Does Consolidating Debt Always Help Your Credit Score?
Debt consolidation is often promoted as a simple way to improve your credit score, but the reality is more nuanced. While it can be beneficial in certain situations, it does not automatically lead to a higher credit score and may even have negative effects if not managed carefully.
What is Debt Consolidation?
Debt consolidation involves combining multiple debts into a single loan or credit account. This can simplify repayment and potentially reduce interest costs.
How It Can Help Your Credit Score
Consolidation can improve your credit score if it reduces your credit utilisation, simplifies payments, and helps you maintain consistent repayment behaviour. A single, manageable payment can lower the risk of missed payments.
The Short-Term Impact
When you apply for a consolidation loan or balance transfer, a hard inquiry may be recorded on your credit report. This can cause a temporary dip in your credit score.
Risk of "Double Debt"
One of the biggest risks is continuing to use old credit accounts after consolidating them. This can lead to new balances on top of the consolidated loan, increasing your overall debt and harming your credit score.
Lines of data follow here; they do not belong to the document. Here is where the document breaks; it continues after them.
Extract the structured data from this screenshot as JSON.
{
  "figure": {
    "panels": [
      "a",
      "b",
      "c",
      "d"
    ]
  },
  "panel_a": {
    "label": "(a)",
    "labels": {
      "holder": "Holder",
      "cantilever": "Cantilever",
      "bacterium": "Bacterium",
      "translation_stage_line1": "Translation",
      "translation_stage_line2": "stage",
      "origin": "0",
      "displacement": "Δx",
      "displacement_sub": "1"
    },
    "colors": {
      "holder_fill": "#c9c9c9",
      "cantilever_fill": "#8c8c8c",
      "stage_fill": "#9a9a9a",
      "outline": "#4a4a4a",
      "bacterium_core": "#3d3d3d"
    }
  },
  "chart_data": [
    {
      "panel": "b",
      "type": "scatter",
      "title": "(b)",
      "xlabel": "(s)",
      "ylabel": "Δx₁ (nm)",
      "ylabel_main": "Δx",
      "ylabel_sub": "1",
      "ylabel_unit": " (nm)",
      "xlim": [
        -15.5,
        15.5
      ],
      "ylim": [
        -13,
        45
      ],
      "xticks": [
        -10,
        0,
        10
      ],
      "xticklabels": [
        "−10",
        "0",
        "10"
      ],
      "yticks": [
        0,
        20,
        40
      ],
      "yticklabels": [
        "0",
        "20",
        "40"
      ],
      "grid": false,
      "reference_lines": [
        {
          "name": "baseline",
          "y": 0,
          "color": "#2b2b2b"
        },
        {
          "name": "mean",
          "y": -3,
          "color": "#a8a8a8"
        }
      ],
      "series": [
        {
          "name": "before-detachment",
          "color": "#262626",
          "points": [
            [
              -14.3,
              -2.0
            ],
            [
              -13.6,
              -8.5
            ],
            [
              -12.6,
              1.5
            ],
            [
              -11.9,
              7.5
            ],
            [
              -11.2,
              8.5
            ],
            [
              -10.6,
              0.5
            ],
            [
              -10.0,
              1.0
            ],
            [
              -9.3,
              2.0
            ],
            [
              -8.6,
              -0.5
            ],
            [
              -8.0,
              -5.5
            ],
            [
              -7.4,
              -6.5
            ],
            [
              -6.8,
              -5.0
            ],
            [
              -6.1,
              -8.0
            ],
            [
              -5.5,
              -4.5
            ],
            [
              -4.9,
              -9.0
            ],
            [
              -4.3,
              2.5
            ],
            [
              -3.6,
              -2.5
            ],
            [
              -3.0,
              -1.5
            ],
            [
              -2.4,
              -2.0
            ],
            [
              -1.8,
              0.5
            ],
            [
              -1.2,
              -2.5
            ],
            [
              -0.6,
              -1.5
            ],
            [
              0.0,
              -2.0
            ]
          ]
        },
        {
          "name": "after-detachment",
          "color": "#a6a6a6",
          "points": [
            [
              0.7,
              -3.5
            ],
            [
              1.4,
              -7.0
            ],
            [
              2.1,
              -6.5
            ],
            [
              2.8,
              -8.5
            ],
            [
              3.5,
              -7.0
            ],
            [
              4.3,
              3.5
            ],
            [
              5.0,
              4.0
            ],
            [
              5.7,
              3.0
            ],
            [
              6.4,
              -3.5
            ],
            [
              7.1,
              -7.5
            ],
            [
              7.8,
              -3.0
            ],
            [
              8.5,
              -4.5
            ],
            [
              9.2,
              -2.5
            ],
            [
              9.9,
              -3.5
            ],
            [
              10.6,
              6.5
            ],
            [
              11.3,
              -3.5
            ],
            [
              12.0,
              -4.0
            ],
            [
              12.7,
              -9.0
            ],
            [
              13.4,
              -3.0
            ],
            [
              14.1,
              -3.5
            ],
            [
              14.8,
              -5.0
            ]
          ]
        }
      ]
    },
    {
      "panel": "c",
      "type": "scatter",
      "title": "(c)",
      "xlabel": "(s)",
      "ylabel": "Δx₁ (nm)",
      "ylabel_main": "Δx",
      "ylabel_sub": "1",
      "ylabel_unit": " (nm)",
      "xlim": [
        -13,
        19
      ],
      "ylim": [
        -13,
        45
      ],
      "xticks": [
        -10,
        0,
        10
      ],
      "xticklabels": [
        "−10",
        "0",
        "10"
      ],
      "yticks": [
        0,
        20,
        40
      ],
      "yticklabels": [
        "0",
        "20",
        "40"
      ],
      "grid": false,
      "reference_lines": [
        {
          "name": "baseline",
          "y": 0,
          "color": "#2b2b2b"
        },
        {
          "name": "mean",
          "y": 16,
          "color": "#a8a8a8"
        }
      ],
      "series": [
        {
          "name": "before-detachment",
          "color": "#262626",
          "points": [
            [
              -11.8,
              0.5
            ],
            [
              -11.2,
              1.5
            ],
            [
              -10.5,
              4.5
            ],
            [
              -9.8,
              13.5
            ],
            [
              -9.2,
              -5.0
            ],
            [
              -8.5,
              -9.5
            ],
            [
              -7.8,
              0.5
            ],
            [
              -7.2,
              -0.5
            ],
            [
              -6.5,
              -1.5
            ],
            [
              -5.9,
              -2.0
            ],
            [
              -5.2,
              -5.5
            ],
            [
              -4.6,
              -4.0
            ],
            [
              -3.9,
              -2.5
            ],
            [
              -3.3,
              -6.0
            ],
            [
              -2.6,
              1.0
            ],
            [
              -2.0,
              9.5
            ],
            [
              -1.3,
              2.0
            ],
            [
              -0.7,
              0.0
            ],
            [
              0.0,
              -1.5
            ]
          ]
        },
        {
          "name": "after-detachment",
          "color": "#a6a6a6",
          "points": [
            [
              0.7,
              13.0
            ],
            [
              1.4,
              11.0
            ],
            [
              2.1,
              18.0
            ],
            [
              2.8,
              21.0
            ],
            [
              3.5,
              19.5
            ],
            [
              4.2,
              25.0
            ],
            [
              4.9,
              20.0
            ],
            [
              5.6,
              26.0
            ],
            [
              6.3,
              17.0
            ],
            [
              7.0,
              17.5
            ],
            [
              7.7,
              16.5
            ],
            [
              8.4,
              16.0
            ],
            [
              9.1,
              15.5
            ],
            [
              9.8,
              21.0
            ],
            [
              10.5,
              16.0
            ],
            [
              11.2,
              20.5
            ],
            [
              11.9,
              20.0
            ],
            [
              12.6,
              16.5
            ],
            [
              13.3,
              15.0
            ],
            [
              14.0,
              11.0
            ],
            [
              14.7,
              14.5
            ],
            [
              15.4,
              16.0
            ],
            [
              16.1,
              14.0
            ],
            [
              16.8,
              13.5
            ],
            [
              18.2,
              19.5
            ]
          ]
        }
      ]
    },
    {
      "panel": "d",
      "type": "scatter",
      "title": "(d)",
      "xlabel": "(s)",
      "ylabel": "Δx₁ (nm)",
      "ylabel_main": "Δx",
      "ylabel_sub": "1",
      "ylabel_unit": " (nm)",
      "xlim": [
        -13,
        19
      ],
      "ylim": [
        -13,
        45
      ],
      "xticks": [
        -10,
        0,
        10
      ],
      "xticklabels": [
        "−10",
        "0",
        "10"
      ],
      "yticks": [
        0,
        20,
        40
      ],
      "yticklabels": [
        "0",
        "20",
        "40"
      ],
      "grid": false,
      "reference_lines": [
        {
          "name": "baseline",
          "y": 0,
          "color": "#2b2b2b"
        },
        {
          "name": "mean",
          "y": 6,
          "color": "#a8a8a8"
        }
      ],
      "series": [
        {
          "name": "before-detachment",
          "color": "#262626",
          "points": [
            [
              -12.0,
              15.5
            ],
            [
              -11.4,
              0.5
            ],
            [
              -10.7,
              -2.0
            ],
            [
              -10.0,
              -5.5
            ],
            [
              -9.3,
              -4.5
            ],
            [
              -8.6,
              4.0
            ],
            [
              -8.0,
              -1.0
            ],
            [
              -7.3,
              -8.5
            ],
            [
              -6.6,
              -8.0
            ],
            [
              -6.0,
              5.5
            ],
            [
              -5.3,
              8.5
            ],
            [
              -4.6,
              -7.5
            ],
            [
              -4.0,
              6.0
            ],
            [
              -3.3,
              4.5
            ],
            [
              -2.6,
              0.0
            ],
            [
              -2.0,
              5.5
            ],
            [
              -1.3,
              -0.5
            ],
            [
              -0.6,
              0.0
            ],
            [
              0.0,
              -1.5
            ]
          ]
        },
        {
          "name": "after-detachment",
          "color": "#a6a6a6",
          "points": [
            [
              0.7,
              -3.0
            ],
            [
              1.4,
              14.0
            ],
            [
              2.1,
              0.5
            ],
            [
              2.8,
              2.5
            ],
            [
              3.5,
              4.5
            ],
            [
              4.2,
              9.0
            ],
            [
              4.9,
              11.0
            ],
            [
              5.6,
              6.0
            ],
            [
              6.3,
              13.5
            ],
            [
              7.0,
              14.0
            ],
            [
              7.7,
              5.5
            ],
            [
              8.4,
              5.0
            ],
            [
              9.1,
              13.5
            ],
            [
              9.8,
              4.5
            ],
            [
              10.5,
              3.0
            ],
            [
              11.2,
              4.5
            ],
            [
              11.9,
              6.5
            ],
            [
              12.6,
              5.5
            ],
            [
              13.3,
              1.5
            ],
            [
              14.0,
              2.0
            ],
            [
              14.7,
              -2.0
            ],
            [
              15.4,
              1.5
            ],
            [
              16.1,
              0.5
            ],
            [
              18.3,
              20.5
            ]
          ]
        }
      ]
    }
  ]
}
Utilisation and Balance Effects
If consolidation shifts debt from credit cards to a loan, it may lower your utilisation ratio, which can positively impact your score. However, if balances remain high or increase, the benefit is lost.
Payment Behaviour is Key
Your credit score depends heavily on how you manage repayments after consolidation. Missing payments on the new loan can negatively impact your score.
Closing Old Accounts: Good or Bad?
Closing old credit accounts after consolidation may reduce your available credit and increase your utilisation ratio, which can hurt your score. Keeping accounts open (without using them excessively) may be more beneficial.
When Consolidation Can Hurt Your Score
Debt consolidation can negatively impact your score if it leads to higher total debt, missed payments, or reduced credit history. Poor financial habits after consolidation can undo any potential benefits.
Best Practices for Effective Consolidation
Use consolidation as part of a broader financial strategy. Avoid accumulating new debt, make timely payments, and monitor your credit regularly.
The Bigger Picture
Debt consolidation is a tool—not a solution by itself. It can help improve your credit score if used responsibly, but it requires disciplined financial behaviour. Without changes in spending habits, consolidation can lead to more debt and a lower credit score over time.
Credit scores are indicative and subject to change. Stashfin is an RBI-registered NBFC. A credit score does not guarantee loan approval. Terms vary by applicant profile.